The United States requires the visa conversation first, every time, without exception. The B-1/B-2 tourist visa for Indian passport holders can take several months from application to issuance in peak season, and a trip that is not planned around that timeline is a trip that does not happen. Start the application as soon as the trip is conceivable — the visa is valid for ten years once issued, so the effort is a long-term investment rather than a single-trip cost. We raise this at the beginning of every US enquiry, before hotels or flights.
New York is the reason most Indian travellers go, and it earns it. The city operates at a frequency that rewards complete surrender to it — the Metropolitan Museum on a weekday morning when the Egyptian wing is empty, the High Line in October when the light is horizontal, the dinner in the West Village that begins at eight and ends when the restaurant closes around you. The Aman New York in the Crown Building is the most complete luxury hotel the city has produced; The Mark on 77th Street is the Upper East Side one. The neighbourhood question is the same one as in Paris: the Upper East Side, Tribeca, and the West Village are where New York lives; Midtown is where it works.
Los Angeles requires a different orientation entirely — it is a car city, the scale is enormous, and the best of it is found between the ocean and the canyons rather than in any particular neighbourhood. The Rosewood Miramar at Santa Monica and The Beverly Hills Hotel’s Polo Lounge are both genuine alternatives to Midtown thinking. Hawaii is the Pacific close — the Big Island’s volcanic coast at Four Seasons Hualalai is unlike any other place in the American portfolio.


Instructions to follow: Print each entry precisely; exclude the pictures.

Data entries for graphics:
....
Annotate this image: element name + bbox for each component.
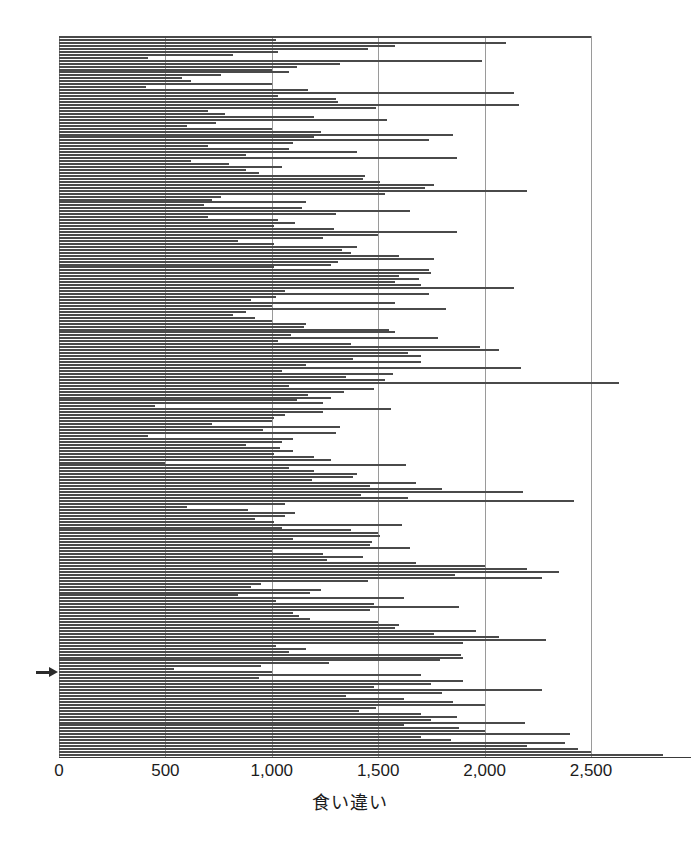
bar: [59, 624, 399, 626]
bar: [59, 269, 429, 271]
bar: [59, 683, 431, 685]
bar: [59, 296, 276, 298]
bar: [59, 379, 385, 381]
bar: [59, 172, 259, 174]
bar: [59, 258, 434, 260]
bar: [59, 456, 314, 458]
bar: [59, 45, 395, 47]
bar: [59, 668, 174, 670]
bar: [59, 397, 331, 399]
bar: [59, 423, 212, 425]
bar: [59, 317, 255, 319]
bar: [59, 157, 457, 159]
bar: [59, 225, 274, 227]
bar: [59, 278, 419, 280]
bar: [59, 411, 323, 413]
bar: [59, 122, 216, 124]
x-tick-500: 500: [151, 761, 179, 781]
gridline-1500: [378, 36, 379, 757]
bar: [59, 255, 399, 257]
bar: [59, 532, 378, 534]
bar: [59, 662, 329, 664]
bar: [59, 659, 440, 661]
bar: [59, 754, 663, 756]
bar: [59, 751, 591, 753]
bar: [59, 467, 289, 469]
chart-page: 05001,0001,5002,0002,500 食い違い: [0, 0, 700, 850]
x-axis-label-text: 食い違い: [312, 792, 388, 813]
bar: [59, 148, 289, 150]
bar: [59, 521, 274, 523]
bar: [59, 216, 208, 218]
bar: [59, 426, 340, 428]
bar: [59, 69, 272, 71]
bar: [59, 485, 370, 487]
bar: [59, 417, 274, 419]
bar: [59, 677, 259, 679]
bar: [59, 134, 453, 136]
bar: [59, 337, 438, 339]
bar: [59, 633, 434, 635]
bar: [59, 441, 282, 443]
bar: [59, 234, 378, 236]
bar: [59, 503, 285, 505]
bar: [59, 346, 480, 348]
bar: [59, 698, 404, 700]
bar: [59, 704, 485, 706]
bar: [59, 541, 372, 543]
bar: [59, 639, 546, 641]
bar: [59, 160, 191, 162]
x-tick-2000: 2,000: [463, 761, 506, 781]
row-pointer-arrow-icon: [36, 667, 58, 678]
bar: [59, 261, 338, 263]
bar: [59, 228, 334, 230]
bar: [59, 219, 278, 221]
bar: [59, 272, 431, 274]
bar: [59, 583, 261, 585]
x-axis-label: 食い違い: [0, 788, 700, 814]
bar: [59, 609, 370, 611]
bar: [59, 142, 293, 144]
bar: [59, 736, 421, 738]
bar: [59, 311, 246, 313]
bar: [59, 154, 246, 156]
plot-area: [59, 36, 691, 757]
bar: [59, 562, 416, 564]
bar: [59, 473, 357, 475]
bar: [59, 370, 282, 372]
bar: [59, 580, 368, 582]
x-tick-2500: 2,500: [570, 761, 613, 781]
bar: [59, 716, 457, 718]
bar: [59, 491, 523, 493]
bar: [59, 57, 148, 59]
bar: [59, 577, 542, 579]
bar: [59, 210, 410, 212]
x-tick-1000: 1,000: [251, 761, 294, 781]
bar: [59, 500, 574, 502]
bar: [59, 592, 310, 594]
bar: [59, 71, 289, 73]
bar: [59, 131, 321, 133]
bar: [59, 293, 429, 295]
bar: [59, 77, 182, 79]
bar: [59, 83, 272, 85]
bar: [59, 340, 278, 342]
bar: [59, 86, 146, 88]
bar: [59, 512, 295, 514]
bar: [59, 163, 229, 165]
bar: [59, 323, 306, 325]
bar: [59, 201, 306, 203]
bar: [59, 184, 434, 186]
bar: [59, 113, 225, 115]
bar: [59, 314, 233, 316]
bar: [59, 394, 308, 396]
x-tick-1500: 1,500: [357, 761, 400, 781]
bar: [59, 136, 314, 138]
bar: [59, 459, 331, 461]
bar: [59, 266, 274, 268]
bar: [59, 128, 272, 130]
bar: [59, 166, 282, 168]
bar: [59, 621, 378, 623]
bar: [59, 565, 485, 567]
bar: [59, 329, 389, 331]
....
Problem solution:
Annotate this image: element name + bbox for each component.
bar: [59, 624, 399, 626]
bar: [59, 269, 429, 271]
bar: [59, 683, 431, 685]
bar: [59, 296, 276, 298]
bar: [59, 379, 385, 381]
bar: [59, 172, 259, 174]
bar: [59, 258, 434, 260]
bar: [59, 456, 314, 458]
bar: [59, 45, 395, 47]
bar: [59, 668, 174, 670]
bar: [59, 397, 331, 399]
bar: [59, 423, 212, 425]
bar: [59, 317, 255, 319]
bar: [59, 157, 457, 159]
bar: [59, 225, 274, 227]
bar: [59, 278, 419, 280]
bar: [59, 411, 323, 413]
bar: [59, 122, 216, 124]
x-tick-500: 500: [151, 761, 179, 781]
gridline-1500: [378, 36, 379, 757]
bar: [59, 255, 399, 257]
bar: [59, 532, 378, 534]
bar: [59, 662, 329, 664]
bar: [59, 659, 440, 661]
bar: [59, 754, 663, 756]
bar: [59, 751, 591, 753]
bar: [59, 467, 289, 469]
chart-page: 05001,0001,5002,0002,500 食い違い: [0, 0, 700, 850]
x-axis-label-text: 食い違い: [312, 792, 388, 813]
bar: [59, 148, 289, 150]
bar: [59, 521, 274, 523]
bar: [59, 216, 208, 218]
bar: [59, 426, 340, 428]
bar: [59, 69, 272, 71]
bar: [59, 485, 370, 487]
bar: [59, 417, 274, 419]
bar: [59, 677, 259, 679]
bar: [59, 134, 453, 136]
bar: [59, 337, 438, 339]
bar: [59, 633, 434, 635]
bar: [59, 441, 282, 443]
bar: [59, 234, 378, 236]
bar: [59, 503, 285, 505]
bar: [59, 346, 480, 348]
bar: [59, 698, 404, 700]
bar: [59, 704, 485, 706]
bar: [59, 541, 372, 543]
bar: [59, 639, 546, 641]
bar: [59, 160, 191, 162]
x-tick-2000: 2,000: [463, 761, 506, 781]
row-pointer-arrow-icon: [36, 667, 58, 678]
bar: [59, 261, 338, 263]
bar: [59, 228, 334, 230]
bar: [59, 219, 278, 221]
bar: [59, 272, 431, 274]
bar: [59, 583, 261, 585]
x-axis-label: 食い違い: [0, 788, 700, 814]
bar: [59, 609, 370, 611]
bar: [59, 142, 293, 144]
bar: [59, 736, 421, 738]
bar: [59, 311, 246, 313]
bar: [59, 154, 246, 156]
plot-area: [59, 36, 691, 757]
bar: [59, 562, 416, 564]
bar: [59, 473, 357, 475]
bar: [59, 370, 282, 372]
bar: [59, 580, 368, 582]
x-tick-2500: 2,500: [570, 761, 613, 781]
bar: [59, 716, 457, 718]
bar: [59, 491, 523, 493]
bar: [59, 57, 148, 59]
bar: [59, 577, 542, 579]
bar: [59, 210, 410, 212]
x-tick-1000: 1,000: [251, 761, 294, 781]
bar: [59, 500, 574, 502]
bar: [59, 592, 310, 594]
bar: [59, 71, 289, 73]
bar: [59, 131, 321, 133]
bar: [59, 293, 429, 295]
bar: [59, 77, 182, 79]
bar: [59, 83, 272, 85]
bar: [59, 340, 278, 342]
bar: [59, 86, 146, 88]
bar: [59, 512, 295, 514]
bar: [59, 163, 229, 165]
bar: [59, 323, 306, 325]
bar: [59, 201, 306, 203]
bar: [59, 184, 434, 186]
bar: [59, 113, 225, 115]
bar: [59, 314, 233, 316]
bar: [59, 394, 308, 396]
x-tick-1500: 1,500: [357, 761, 400, 781]
bar: [59, 136, 314, 138]
bar: [59, 459, 331, 461]
bar: [59, 266, 274, 268]
bar: [59, 128, 272, 130]
bar: [59, 166, 282, 168]
bar: [59, 621, 378, 623]
bar: [59, 565, 485, 567]
bar: [59, 329, 389, 331]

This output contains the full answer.